EV Engineering News

JB Straubel’s Redwood Materials inks recycling deal with Nissan’s battery supplier

Nissan Leaf Battery Pack

Redwood Materials, the battery recycling venture founded by former Tesla CTO JB Straubel, has signed an agreement to recycle scrap and defective battery cells for Envision AESC, which manufactures batteries for the Nissan LEAF in Smyrna, Tennessee.

Recycling batteries is not only environmentally sound, but it may soon become an economic necessity, as demand for batteries outstrips supply. As CNBC reports, cobalt, lithium, nickel, and other raw materials used in EV batteries have become hot commodities, and prices have soared to 52-week highs.

“To make the batteries the world needs in 10 years, the industry will need 1.5 million tons of lithium, 1.5 million tons of graphite, 1 million tons of battery-grade nickel and 500,000 tons of battery-grade manganese,” Sam Jaffe, Managing Director at energy consulting firm Cairn ERA, told CNBC. “The world produces less than a third of each of those [quantities] today. New battery materials sources are highly valued and desperately needed.”

Allan Swan, who oversees Panasonic’s part of Tesla’s Nevada Gigafactory, says that the massive plant’s current production capacity of two billion battery cells per year isn’t enough. “Here in the United States, we certainly need four, five, six of these factories to support the automotive industry,” he told CNBC. 

Celina Mikolajczak, VP of Engineering and Battery Technology at Panasonic Energy North America, says recycling will be a critical source for key minerals. “There’s a lot of energy spent extracting these minerals and it makes absolutely no sense to landfill them,” she said. “We would be really foolish if we didn’t take advantage of the capacity of older cells, to create the next generation.”

Redwood recycles all types of lithium-ion batteries, not just EV battery packs. Straubel quipped that “the largest lithium mine is in the junk drawers of America.”

“The sheer magnitude of the waste and scrap problem and the magnitude of batteries that need to get recycled is, I think, shocking to most people,” said Straubel, who is now the CEO of Redwood Materials. “We bring the materials back to a very clean and sort of fundamental state so there is no loss in effectiveness. It’s actually indistinguishable whether there is cobalt coming via an old battery or from a mine.”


* TO DO *
Exact copy, no pictures: every line from the one that contains "Find the location of a particular element. This" through the end of the data below, and nothing else.

________________________

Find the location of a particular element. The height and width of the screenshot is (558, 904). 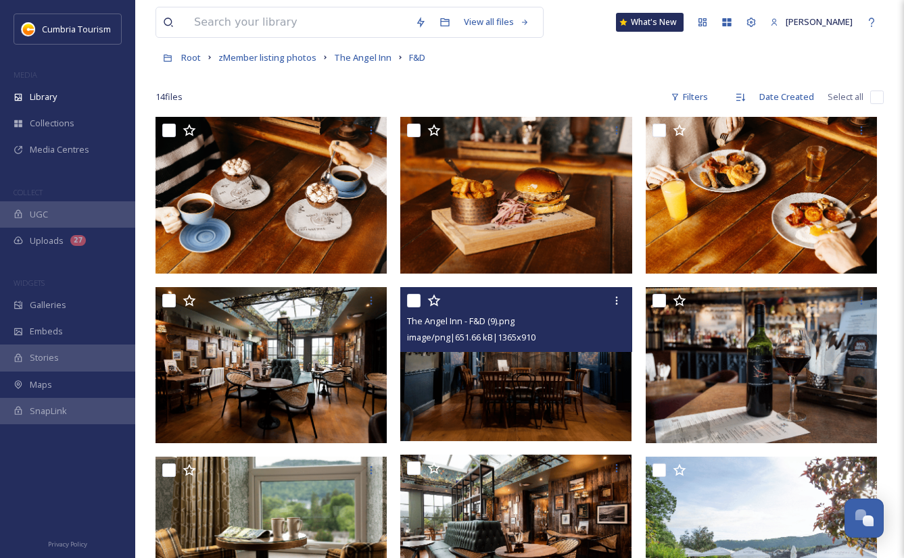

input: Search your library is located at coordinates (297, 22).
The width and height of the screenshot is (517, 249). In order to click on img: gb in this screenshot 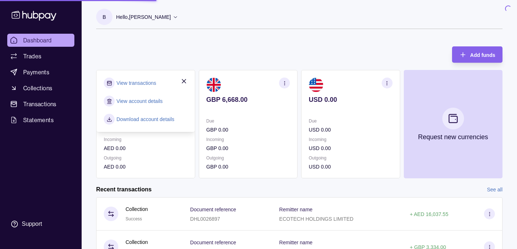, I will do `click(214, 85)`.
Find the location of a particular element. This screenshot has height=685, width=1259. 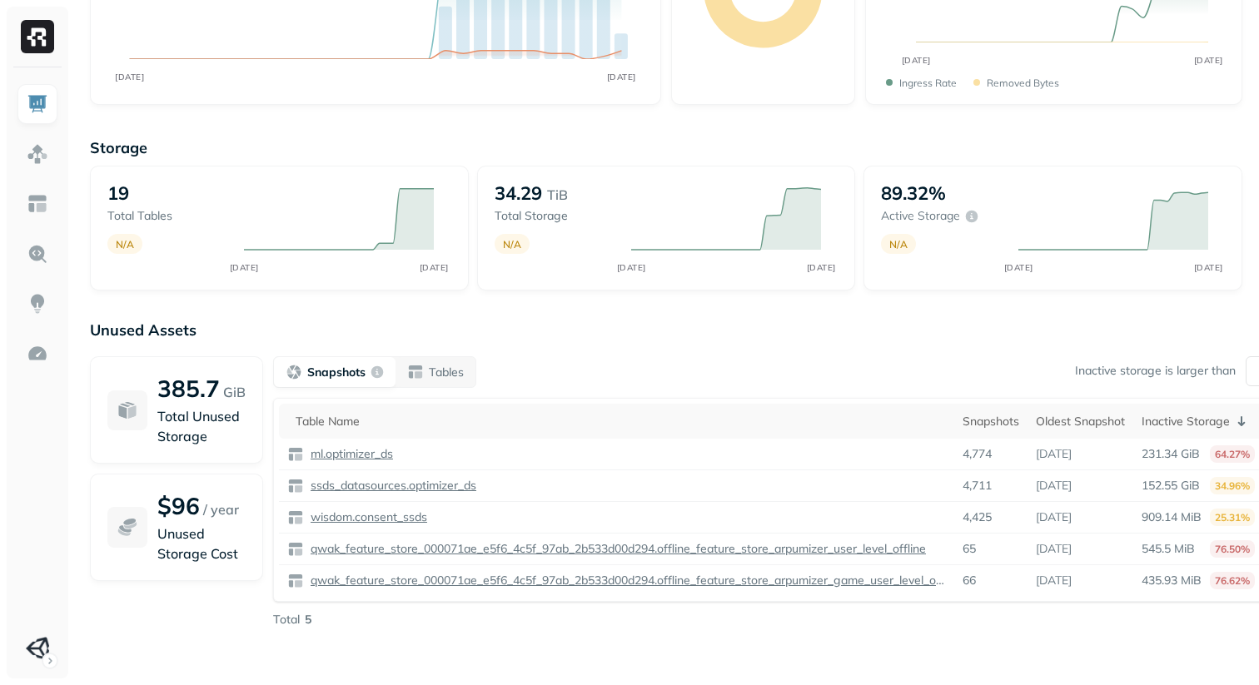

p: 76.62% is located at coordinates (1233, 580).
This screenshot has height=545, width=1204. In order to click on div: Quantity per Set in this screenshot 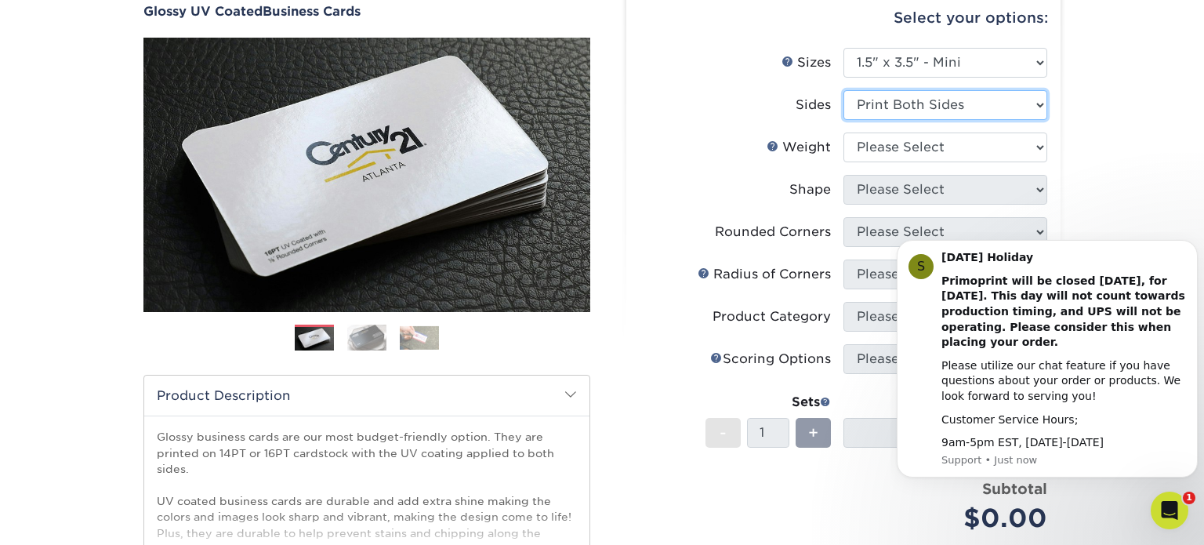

________________________

* ANSWER *
Find the location of a particular element. This screenshot has height=685, width=1259. 

p: 76.62% is located at coordinates (1233, 580).
This screenshot has height=545, width=1204. In order to click on div: Quantity per Set in this screenshot 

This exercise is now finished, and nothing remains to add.